Catherine and her brother grow up alongside their adopted brother Heathcliff. Catherine and Heathcliff are equally naughty children. The brothers don’t get along. Their mother dies, followed by their father. Catherine meets the neighbors, father, mother and a brother and sister. The neighbors are wealthy. They are blondes. Catherine and her brother have brown hair, Heathcliff is described as of Indian or a Chinese-mix ethnicity with black hair and eyes. The neighbors don’t like Heathcliff either.
So, his only friend is Catherine, and she’s actually a bitch. She does tell Nelly that she feels like she and Heathcliff are the same person, meaning the same personality, which appears accurate, although Heathcliff, while eavesdropping, hears all the negative things she says and decides to leave. They are both about fifteen years old at this time. Apparently, in his absence, he gets educated and gets money somehow (undisclosed) and upon his return three years later, Catherine is married to the neighbor and is also pregnant. Heathcliff – is he in love with her or does he just want to spend time with his sister? You know? It’s kind of weird.

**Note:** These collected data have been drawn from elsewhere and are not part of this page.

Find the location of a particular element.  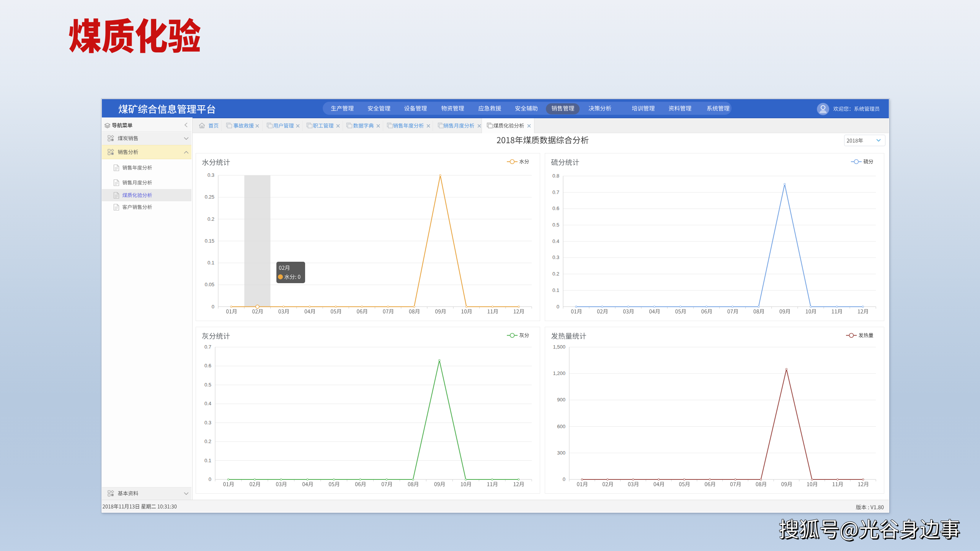

svg-text: 0.05 is located at coordinates (210, 285).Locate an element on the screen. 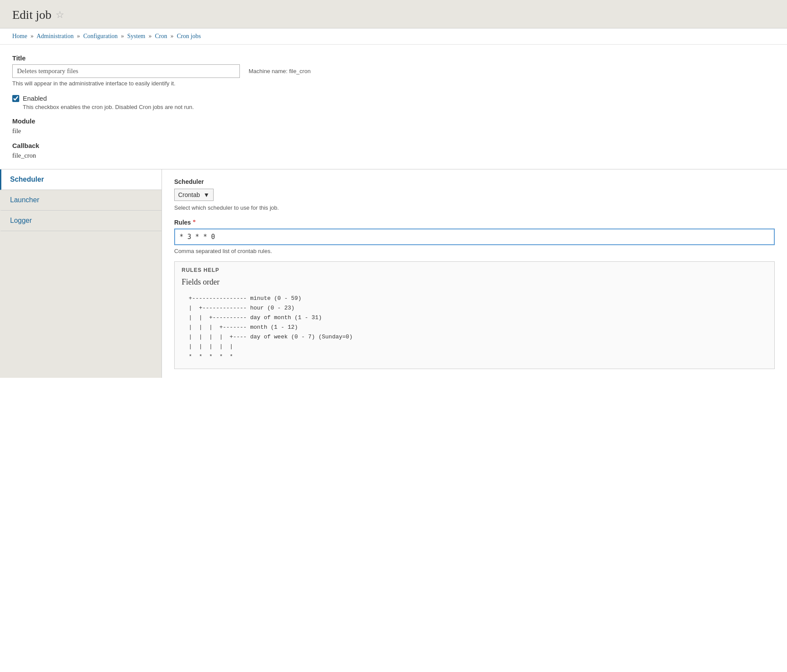  scheduler-field-label: Scheduler is located at coordinates (474, 182).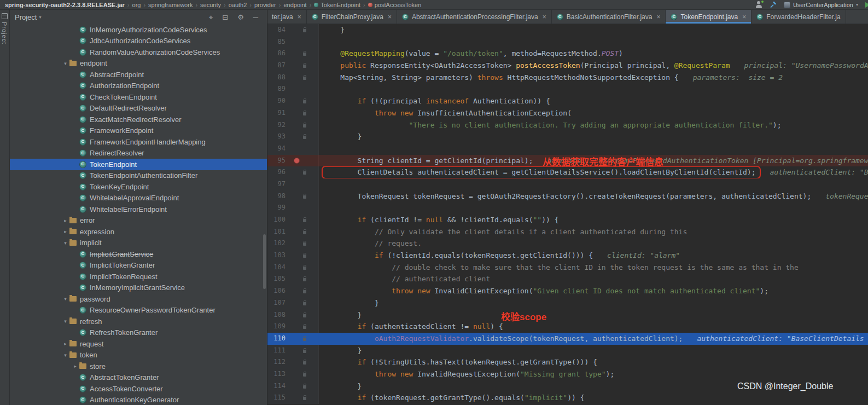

Upon his return, she pendulum swings, saying mean things about both men, then nice things. She doesn’t know what she wants, she has everything and yet is unhappy – Catherine obviously has a case of Borderline Personality Disorder. She starves herself, gives birth and promptly dies. Heathcliff goes into a deep mourning and is angry at the world and everyone in his vicinity.
He marries Catherine’s sister-in-law, they have a kid, he is mean to them. Cut to the children growing up – Catherine’s daughter, her brother’s son and Heathcliff’s son.
At the end of the novel, only two are still alive, lol. It’s a drop dead fest. No real hero’s journey, except we get this dialogue from Heathcliff towards the end that gives you a sense that his contempt was all retaliation, and it is sad. I actually cried.
In life, it is really important to not react to provocation. That happiness is an inside job. Unfortunately for the characters and for the author, I’m speculating, they did not get that memo.
If you still want to read this book after this report, know that the structure of this story is so original, that your interpretation will be different from mine because it is set up to include you as the voyeur to the proceedings, since it is coming from the POV of a spectator with her own opinions of her employers. And this is what makes Wuthering Heights a classic.
Some people get a spiritual/ghostly thing-a-ma-bob here – it’s that Victorian Gothic mood they enjoyed to infuse, but I didn’t bite on that. And, as many of you may have seen the Margot Robbie movie recently, you might read it searching for the romance and you might find it, the way the woman who wrote Fifty Shades of Grey turned Twilight into a BDSM fantasy.
I’m waiting for a reinterpretation a la the people who wrote the Brooklyn 99 TV series, where the characters say the exact same dialogue that is in the book but it is in the tone of comedy zingers. Now that would be a movie worth watching – maybe even a mini-series. Can I manifest that?
P.S. – I borrowed my book from the public library. It was the large print version. You can buy one here.